Despite the U.S. credit-rating downgrade by Standard & Poor's last week, the Treasury on Wednesday saw huge demand when it sold $24 billion in new 10-year notes.
The notes sold at a yield of 2.14%, a record low for any 10-year auction. The yield on the previously issued 10-year note (charted at left) fell to 2.16% from 2.26% on Tuesday.
With stocks worldwide in another free fall, and worries soaring again about Europe's debt crisis, money keeps pouring into Treasuries as a haven. Many investors clearly don't care, at this point, that S&P rates U.S. bonds AA+ instead of AAA.
Market yields slid again Wednesday on Treasuries across the board. The five-year T-note fell to 0.92% from 1.00% on Tuesday. The 30-year T-bond fell to 3.54% from 3.62%.

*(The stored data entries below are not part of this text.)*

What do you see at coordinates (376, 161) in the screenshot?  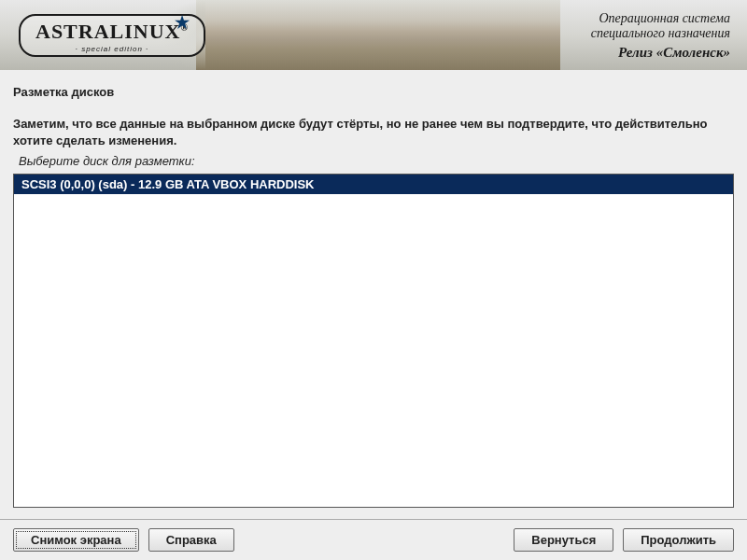 I see `prompt-text: Выберите диск для разметки:` at bounding box center [376, 161].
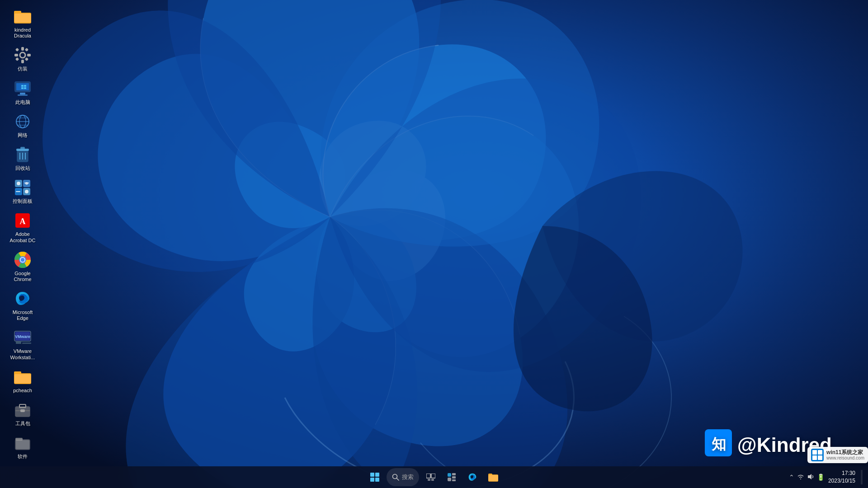 Image resolution: width=868 pixels, height=488 pixels. I want to click on desktop-icon-label: 网络, so click(23, 136).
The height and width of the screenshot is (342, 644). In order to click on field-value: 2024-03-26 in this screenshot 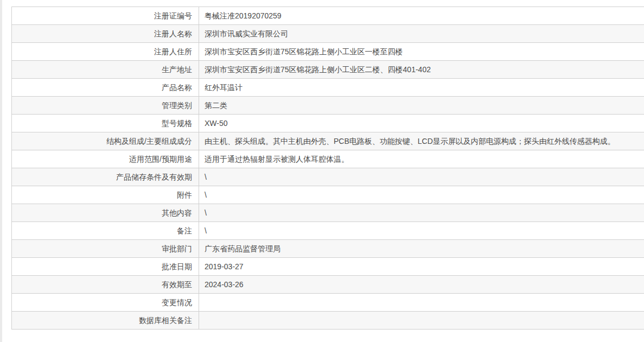, I will do `click(422, 284)`.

Demand for longer-term bonds was stoked in part by the Federal Reserve's grim assessment of the economy, issued Tuesday, and policymakers' indication that they expected to keep short-term interest rates near zero for at least two more years.
That's encouraging investors to lock in longer-term yields.
The Treasury will wrap up this week's debt sales with an auction of $16 billion in 30-year bonds on Thursday.